Wedding Woes

I think you should let this crush be just that.

Dear Prudence,
I’m a 28-year-old woman in a committed, long-term relationship, which is also an open relationship. I cohabit with my partner, and we’re very happy. We opened things up about a year ago, and it’s been working really well. Recently, I worked with a man on a project, and I was very attracted to him, and I believe it might have been mutual. Now that the project is finished, I’d like to ask him out. The thing is that he knows I live with my partner but doesn’t know it’s an open relationship. Ideally, I would like to tell him this to be very clear about what I’m offering, and I would totally respect if he wasn’t into that—I’d love to keep him as a friend even if nothing further ever happened between us.

I don’t really know how to phrase this information or when to tell him. It’s the first time since my partner and I opened the relationship that I’ve wanted to pursue someone in this particular way. I also think, but can’t be sure, that the man I’m attracted to only recently found out I had a partner, and I’m now also worried that he’ll think I deceived him in some way or will interpret our flirtations to mean that I’m in the habit of cheating. I was on the lookout for an organic moment to slip into the conversation that I’m in an open relationship, but one never arose, as it’s not something I’m in the habit of blurting out, and I don’t let it become common knowledge, as it’s tiring to explain over and over. I think I just need a script for this and probably to tell him before or at the same time as asking him out. It’s scary, though. I have literally no idea how he’ll react.
—Would-Be Ethical Slut

Re: I think you should let this crush be just that.

  • banana468 said:
    I think opening things up to anyone with whom you have a professional relationship can be the recipe for disaster. 

    Leave it alone.
    Yeah, I think LW would just be borrowing trouble with the many layers of complication this situation could bring to the table. 
  • I'm going under the assumption they are unlikely to be working together in the future.

    I want more details!  I was assuming this was a very platonic, work relationship with only the very lightest of flirting.  Perhaps not even going past just non-work related friendly banter.  But it sounds like the flirting was substantial enough that now she is worried he thinks she is in the habit of cheating.

    Since she would like to keep him as a friend anyway, I think she should work on that first.  She might find even being friends with him turns out to be a no-go.  At least that has been my experience with co-workers I was close to, even friends with outside of work, once we were no longer working at the same place.  I think the majority of the time those friendships just naturally fizzle out, over time.

    But, if the friendship works out.  It will naturally become more of a friendship because they are friends as opposed to a friendship because they were working together.  And then, before it gets too entrenched in the "friend" zone, she will probably know him better and can reevaluate if she should approach him about her romantic interest.  There would also be a lot more opportunity for him to find out organically that she is in an open relationship, once they are friends who don't work together. 

    Wedding Countdown Ticker
  • So I’m with S+S on this one.  I read it as “project over” = work over but it’s very vague because she has means to talk to him still, obviously.  I don’t really have advise for LW. She may have lost her chance?

  • banana468 said:
    I think opening things up to anyone with whom you have a professional relationship can be the recipe for disaster. 

    Leave it alone.
    I totally agree. The project they were working on may be over, but you can never be 100% sure who you're going to see/work with again. I think this is a situation where it's best to keep work life and personal life separate.
    image
  • banana468 said:
    I think opening things up to anyone with whom you have a professional relationship can be the recipe for disaster. 

    Leave it alone.
    Agreed. I had a workplace FWB in my 20s. It got really awkward afterwards.

    Also, as someone who has been in an open relationship previously, I can safely say that it’s unwise to be out about that aspect of your life in a professional setting. A lot of people tend to equate open relationships with cheating and will jump to unwanted conclusions about LW.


**DESCRIPTION OF THE TASK**
Repeat verbatim each line from the line with "Parse this screenshot: output" to the end of the entries. Pictures do not belong in the copy.

**INPUT DATA**

▬▬▬

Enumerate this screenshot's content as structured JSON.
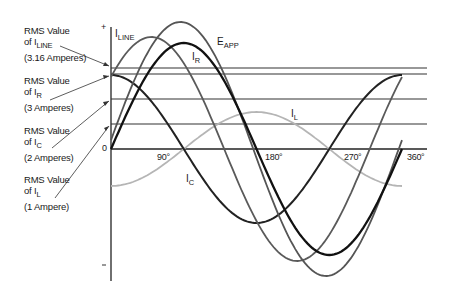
{
  "axis": {
    "plus_sign": "+",
    "minus_sign": "-",
    "zero_label": "0",
    "ticks": [
      "90°",
      "180°",
      "270°",
      "360°"
    ]
  },
  "rms_labels": [
    {
      "line1": "RMS Value",
      "of": "of I",
      "sub": "LINE",
      "value": "(3.16 Amperes)"
    },
    {
      "line1": "RMS Value",
      "of": "of I",
      "sub": "R",
      "value": "(3 Amperes)"
    },
    {
      "line1": "RMS Value",
      "of": "of I",
      "sub": "C",
      "value": "(2 Amperes)"
    },
    {
      "line1": "RMS Value",
      "of": "of I",
      "sub": "L",
      "value": "(1 Ampere)"
    }
  ],
  "curve_labels": {
    "iline": {
      "main": "I",
      "sub": "LINE"
    },
    "eapp": {
      "main": "E",
      "sub": "APP"
    },
    "ir": {
      "main": "I",
      "sub": "R"
    },
    "il": {
      "main": "I",
      "sub": "L"
    },
    "ic": {
      "main": "I",
      "sub": "C"
    }
  },
  "colors": {
    "axis": "#222222",
    "eapp": "#555555",
    "iline": "#5a5a5a",
    "ir": "#111111",
    "ic": "#222222",
    "il": "#b5b5b5",
    "rms": "#333333"
  }
}
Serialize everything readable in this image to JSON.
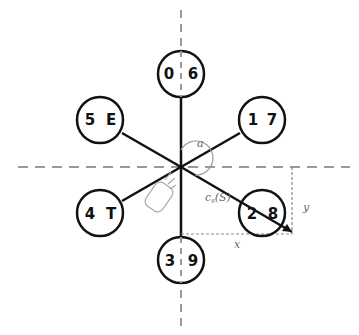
{
  "diagram": {
    "type": "radial-keyboard-layout",
    "center": {
      "x": 181,
      "y": 167
    },
    "nodes": [
      {
        "id": "top",
        "left": "0",
        "right": "6",
        "cx": 181,
        "cy": 74
      },
      {
        "id": "upper-right",
        "left": "1",
        "right": "7",
        "cx": 262,
        "cy": 120
      },
      {
        "id": "lower-right",
        "left": "2",
        "right": "8",
        "cx": 262,
        "cy": 213
      },
      {
        "id": "bottom",
        "left": "3",
        "right": "9",
        "cx": 181,
        "cy": 260
      },
      {
        "id": "lower-left",
        "left": "4",
        "right": "T",
        "cx": 100,
        "cy": 213
      },
      {
        "id": "upper-left",
        "left": "5",
        "right": "E",
        "cx": 100,
        "cy": 120
      }
    ],
    "annotations": {
      "angle_label": "a",
      "vector_label": "c",
      "vector_subscript": "s",
      "vector_arg": "(S)",
      "x_label": "x",
      "y_label": "y"
    },
    "colors": {
      "line": "#111111",
      "dashed": "#999999",
      "label": "#666666"
    }
  }
}
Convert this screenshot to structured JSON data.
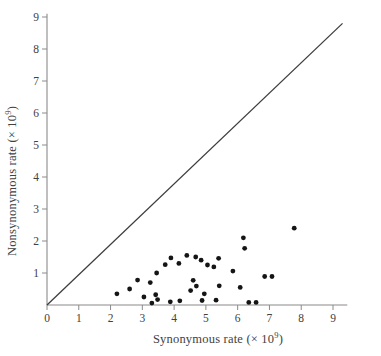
{
  "figure": {
    "background": "#ffffff",
    "axis_color": "#8a8a8a",
    "tick_color": "#8a8a8a",
    "text_color": "#414141",
    "line_color": "#3d3d3d",
    "point_color": "#151515"
  },
  "chart_data": {
    "type": "scatter",
    "title": "",
    "xlabel": "Synonymous rate (× 10^9)",
    "ylabel": "Nonsynonymous rate (× 10^9)",
    "xlabel_parts": {
      "main": "Synonymous rate (× 10",
      "exp": "9",
      "suffix": ")"
    },
    "ylabel_parts": {
      "main": "Nonsynonymous rate (× 10",
      "exp": "9",
      "suffix": ")"
    },
    "xlim": [
      0,
      9.45
    ],
    "ylim": [
      0,
      9.1
    ],
    "xticks": [
      0,
      1,
      2,
      3,
      4,
      5,
      6,
      7,
      8,
      9
    ],
    "yticks": [
      1,
      2,
      3,
      4,
      5,
      6,
      7,
      8,
      9
    ],
    "grid": false,
    "legend": null,
    "identity_line": {
      "x1": 0,
      "y1": 0,
      "x2": 9.3,
      "y2": 8.8
    },
    "point_radius_px": 2.4,
    "points": [
      [
        2.2,
        0.35
      ],
      [
        2.6,
        0.5
      ],
      [
        2.85,
        0.78
      ],
      [
        3.05,
        0.25
      ],
      [
        3.25,
        0.7
      ],
      [
        3.3,
        0.06
      ],
      [
        3.42,
        0.32
      ],
      [
        3.48,
        0.17
      ],
      [
        3.45,
        1.0
      ],
      [
        3.72,
        1.26
      ],
      [
        3.88,
        0.1
      ],
      [
        3.9,
        1.47
      ],
      [
        4.15,
        1.3
      ],
      [
        4.18,
        0.13
      ],
      [
        4.4,
        1.55
      ],
      [
        4.52,
        0.45
      ],
      [
        4.6,
        0.77
      ],
      [
        4.68,
        1.5
      ],
      [
        4.7,
        0.59
      ],
      [
        4.85,
        1.4
      ],
      [
        4.88,
        0.14
      ],
      [
        4.95,
        0.35
      ],
      [
        5.05,
        1.25
      ],
      [
        5.25,
        1.19
      ],
      [
        5.32,
        0.15
      ],
      [
        5.4,
        1.46
      ],
      [
        5.42,
        0.6
      ],
      [
        5.85,
        1.06
      ],
      [
        6.08,
        0.55
      ],
      [
        6.18,
        2.1
      ],
      [
        6.22,
        1.77
      ],
      [
        6.35,
        0.08
      ],
      [
        6.58,
        0.08
      ],
      [
        6.85,
        0.89
      ],
      [
        7.08,
        0.89
      ],
      [
        7.78,
        2.4
      ]
    ]
  }
}
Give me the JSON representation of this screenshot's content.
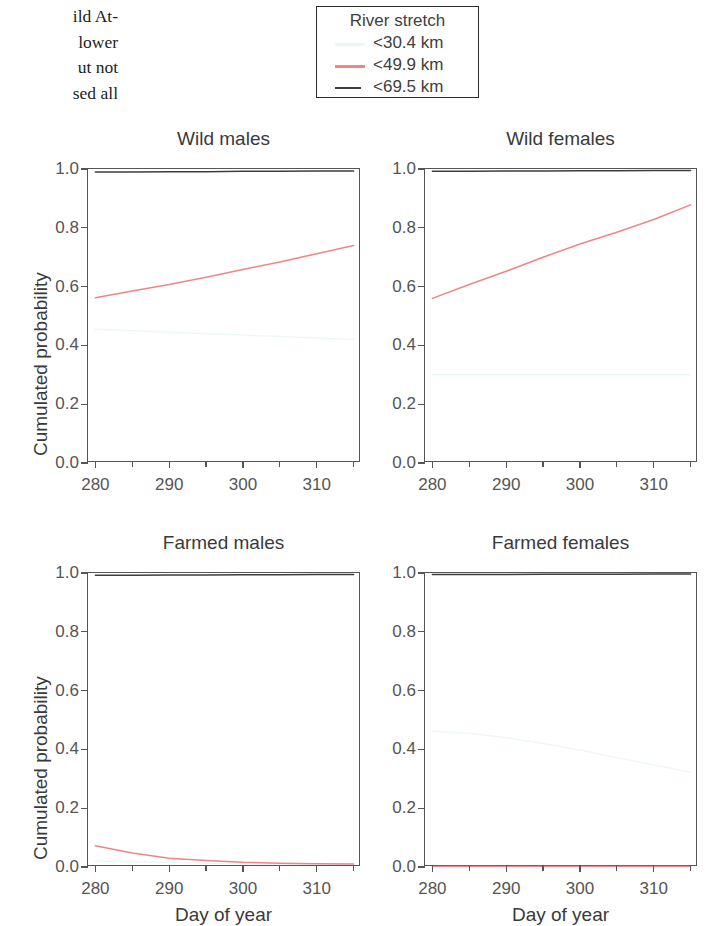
{
  "body_text": {
    "lines": [
      "ild At-",
      " lower",
      "ut not",
      "sed all"
    ]
  },
  "legend": {
    "title": "River stretch",
    "entries": [
      {
        "label": "<30.4 km",
        "style": "solid-faint",
        "color": "#eef7f6"
      },
      {
        "label": "<49.9 km",
        "style": "solid",
        "color": "#ec8785"
      },
      {
        "label": "<69.5 km",
        "style": "dashed",
        "color": "#3d3d3d"
      }
    ]
  },
  "axes": {
    "ylabel": "Cumulated probability",
    "xlabel": "Day of year",
    "yticks": [
      "1.0",
      "0.8",
      "0.6",
      "0.4",
      "0.2",
      "0.0"
    ],
    "ytick_values": [
      1.0,
      0.8,
      0.6,
      0.4,
      0.2,
      0.0
    ],
    "xticks": [
      "280",
      "290",
      "300",
      "310"
    ],
    "xtick_values": [
      280,
      290,
      300,
      310
    ],
    "xminor_values": [
      285,
      295,
      305,
      315
    ],
    "xlim": [
      279,
      316
    ],
    "ylim": [
      0.0,
      1.0
    ]
  },
  "chart_data": {
    "type": "line",
    "xlabel": "Day of year",
    "ylabel": "Cumulated probability",
    "xlim": [
      279,
      316
    ],
    "ylim": [
      0.0,
      1.0
    ],
    "grid": false,
    "legend_position": "top-center",
    "legend_title": "River stretch",
    "panels": [
      {
        "title": "Wild males",
        "series": [
          {
            "name": "<30.4 km",
            "color": "#eef7f6",
            "dash": "none",
            "x": [
              280,
              285,
              290,
              295,
              300,
              305,
              310,
              315
            ],
            "values": [
              0.455,
              0.45,
              0.445,
              0.44,
              0.435,
              0.43,
              0.425,
              0.42
            ]
          },
          {
            "name": "<49.9 km",
            "color": "#ec8785",
            "dash": "none",
            "x": [
              280,
              285,
              290,
              295,
              300,
              305,
              310,
              315
            ],
            "values": [
              0.562,
              0.585,
              0.607,
              0.632,
              0.658,
              0.684,
              0.712,
              0.74
            ]
          },
          {
            "name": "<69.5 km",
            "color": "#3d3d3d",
            "dash": "none",
            "x": [
              280,
              285,
              290,
              295,
              300,
              305,
              310,
              315
            ],
            "values": [
              0.99,
              0.99,
              0.991,
              0.991,
              0.992,
              0.992,
              0.993,
              0.993
            ]
          }
        ]
      },
      {
        "title": "Wild females",
        "series": [
          {
            "name": "<30.4 km",
            "color": "#eef7f6",
            "dash": "none",
            "x": [
              280,
              285,
              290,
              295,
              300,
              305,
              310,
              315
            ],
            "values": [
              0.3,
              0.3,
              0.3,
              0.3,
              0.3,
              0.3,
              0.3,
              0.3
            ]
          },
          {
            "name": "<49.9 km",
            "color": "#ec8785",
            "dash": "none",
            "x": [
              280,
              285,
              290,
              295,
              300,
              305,
              310,
              315
            ],
            "values": [
              0.56,
              0.607,
              0.652,
              0.7,
              0.745,
              0.785,
              0.828,
              0.878
            ]
          },
          {
            "name": "<69.5 km",
            "color": "#3d3d3d",
            "dash": "none",
            "x": [
              280,
              285,
              290,
              295,
              300,
              305,
              310,
              315
            ],
            "values": [
              0.992,
              0.992,
              0.993,
              0.993,
              0.994,
              0.994,
              0.995,
              0.995
            ]
          }
        ]
      },
      {
        "title": "Farmed males",
        "series": [
          {
            "name": "<30.4 km",
            "color": "#eef7f6",
            "dash": "none",
            "x": [
              280,
              285,
              290,
              295,
              300,
              305,
              310,
              315
            ],
            "values": [
              0.02,
              0.018,
              0.016,
              0.014,
              0.012,
              0.011,
              0.01,
              0.009
            ]
          },
          {
            "name": "<49.9 km",
            "color": "#ec8785",
            "dash": "none",
            "x": [
              280,
              285,
              290,
              295,
              300,
              305,
              310,
              315
            ],
            "values": [
              0.072,
              0.048,
              0.03,
              0.022,
              0.016,
              0.013,
              0.011,
              0.01
            ]
          },
          {
            "name": "<69.5 km",
            "color": "#3d3d3d",
            "dash": "none",
            "x": [
              280,
              285,
              290,
              295,
              300,
              305,
              310,
              315
            ],
            "values": [
              0.992,
              0.992,
              0.993,
              0.993,
              0.994,
              0.994,
              0.995,
              0.995
            ]
          }
        ]
      },
      {
        "title": "Farmed females",
        "series": [
          {
            "name": "<30.4 km",
            "color": "#eef7f6",
            "dash": "none",
            "x": [
              280,
              285,
              290,
              295,
              300,
              305,
              310,
              315
            ],
            "values": [
              0.462,
              0.455,
              0.44,
              0.42,
              0.398,
              0.372,
              0.348,
              0.322
            ]
          },
          {
            "name": "<49.9 km",
            "color": "#ec8785",
            "dash": "none",
            "x": [
              280,
              285,
              290,
              295,
              300,
              305,
              310,
              315
            ],
            "values": [
              0.002,
              0.002,
              0.002,
              0.002,
              0.002,
              0.002,
              0.002,
              0.002
            ]
          },
          {
            "name": "<69.5 km",
            "color": "#3d3d3d",
            "dash": "none",
            "x": [
              280,
              285,
              290,
              295,
              300,
              305,
              310,
              315
            ],
            "values": [
              0.995,
              0.995,
              0.995,
              0.996,
              0.996,
              0.996,
              0.997,
              0.997
            ]
          }
        ]
      }
    ]
  },
  "layout": {
    "panels": [
      {
        "box_x": 87,
        "box_y": 168,
        "box_w": 273,
        "box_h": 294,
        "title_y": 128,
        "show_ylabels": true,
        "show_xlabels": true,
        "show_ylabel": true,
        "show_xlabel": false
      },
      {
        "box_x": 424,
        "box_y": 168,
        "box_w": 273,
        "box_h": 294,
        "title_y": 128,
        "show_ylabels": true,
        "show_xlabels": true,
        "show_ylabel": false,
        "show_xlabel": false
      },
      {
        "box_x": 87,
        "box_y": 572,
        "box_w": 273,
        "box_h": 294,
        "title_y": 532,
        "show_ylabels": true,
        "show_xlabels": true,
        "show_ylabel": true,
        "show_xlabel": true
      },
      {
        "box_x": 424,
        "box_y": 572,
        "box_w": 273,
        "box_h": 294,
        "title_y": 532,
        "show_ylabels": true,
        "show_xlabels": true,
        "show_ylabel": false,
        "show_xlabel": true
      }
    ]
  }
}
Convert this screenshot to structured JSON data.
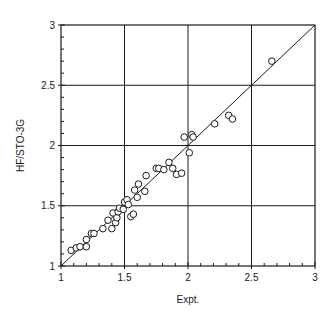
{
  "chart_data": {
    "type": "scatter",
    "title": "",
    "xlabel": "Expt.",
    "ylabel": "HF/STO-3G",
    "xlim": [
      1,
      3
    ],
    "ylim": [
      1,
      3
    ],
    "xticks": [
      1,
      1.5,
      2,
      2.5,
      3
    ],
    "yticks": [
      1,
      1.5,
      2,
      2.5,
      3
    ],
    "xtick_labels": [
      "1",
      "1.5",
      "2",
      "2.5",
      "3"
    ],
    "ytick_labels": [
      "1",
      "1.5",
      "2",
      "2.5",
      "3"
    ],
    "minor_tick_step": 0.1,
    "grid": true,
    "reference_line": {
      "name": "y = x",
      "from": [
        1,
        1
      ],
      "to": [
        3,
        3
      ]
    },
    "marker": "open-circle",
    "series": [
      {
        "name": "HF/STO-3G vs Expt.",
        "points": [
          [
            1.08,
            1.13
          ],
          [
            1.12,
            1.15
          ],
          [
            1.15,
            1.16
          ],
          [
            1.2,
            1.16
          ],
          [
            1.2,
            1.22
          ],
          [
            1.24,
            1.27
          ],
          [
            1.26,
            1.27
          ],
          [
            1.33,
            1.31
          ],
          [
            1.37,
            1.38
          ],
          [
            1.4,
            1.31
          ],
          [
            1.41,
            1.44
          ],
          [
            1.43,
            1.36
          ],
          [
            1.44,
            1.4
          ],
          [
            1.45,
            1.45
          ],
          [
            1.46,
            1.48
          ],
          [
            1.49,
            1.47
          ],
          [
            1.5,
            1.53
          ],
          [
            1.52,
            1.55
          ],
          [
            1.53,
            1.51
          ],
          [
            1.55,
            1.41
          ],
          [
            1.57,
            1.43
          ],
          [
            1.58,
            1.63
          ],
          [
            1.6,
            1.57
          ],
          [
            1.61,
            1.68
          ],
          [
            1.66,
            1.62
          ],
          [
            1.67,
            1.75
          ],
          [
            1.75,
            1.81
          ],
          [
            1.77,
            1.81
          ],
          [
            1.81,
            1.8
          ],
          [
            1.85,
            1.86
          ],
          [
            1.88,
            1.81
          ],
          [
            1.91,
            1.76
          ],
          [
            1.95,
            1.77
          ],
          [
            1.97,
            2.07
          ],
          [
            2.01,
            1.94
          ],
          [
            2.03,
            2.09
          ],
          [
            2.04,
            2.07
          ],
          [
            2.21,
            2.18
          ],
          [
            2.32,
            2.25
          ],
          [
            2.35,
            2.22
          ],
          [
            2.66,
            2.7
          ]
        ]
      }
    ]
  }
}
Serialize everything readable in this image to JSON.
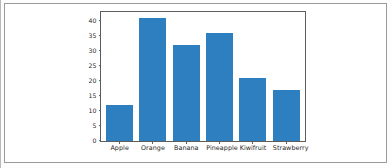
{
  "figure": {
    "background_color": "#ffffff",
    "frame_color": "#9a9a9a"
  },
  "chart_data": {
    "type": "bar",
    "title": "",
    "xlabel": "",
    "ylabel": "",
    "categories": [
      "Apple",
      "Orange",
      "Banana",
      "Pineapple",
      "Kiwifruit",
      "Strawberry"
    ],
    "values": [
      12,
      41,
      32,
      36,
      21,
      17
    ],
    "yticks": [
      0,
      5,
      10,
      15,
      20,
      25,
      30,
      35,
      40
    ],
    "ytick_labels": [
      "0",
      "5",
      "10",
      "15",
      "20",
      "25",
      "30",
      "35",
      "40"
    ],
    "ylim": [
      0,
      43
    ],
    "grid": false,
    "legend": null,
    "bar_color": "#2e7fc0",
    "axis_color": "#5d5d5d"
  }
}
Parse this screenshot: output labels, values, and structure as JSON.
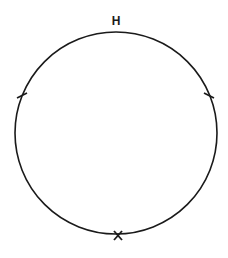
{
  "diagram": {
    "type": "circle-with-markers",
    "stroke_color": "#1a1a1a",
    "background": "#ffffff",
    "circle": {
      "cx": 116,
      "cy": 133,
      "r": 101
    },
    "top_label": {
      "text": "H",
      "x": 116,
      "y": 25
    },
    "bottom_marker": {
      "text": "X",
      "x": 118,
      "y": 236
    },
    "tick_marks": [
      {
        "name": "left-tick",
        "x": 22,
        "y": 96
      },
      {
        "name": "right-tick",
        "x": 209,
        "y": 96
      }
    ]
  }
}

▬▬▬

**YOUR SOLUTION**
Parse this screenshot: output labels, values, and structure as JSON.
{
  "diagram": {
    "type": "circle-with-markers",
    "stroke_color": "#1a1a1a",
    "background": "#ffffff",
    "circle": {
      "cx": 116,
      "cy": 133,
      "r": 101
    },
    "top_label": {
      "text": "H",
      "x": 116,
      "y": 25
    },
    "bottom_marker": {
      "text": "X",
      "x": 118,
      "y": 236
    },
    "tick_marks": [
      {
        "name": "left-tick",
        "x": 22,
        "y": 96
      },
      {
        "name": "right-tick",
        "x": 209,
        "y": 96
      }
    ]
  }
}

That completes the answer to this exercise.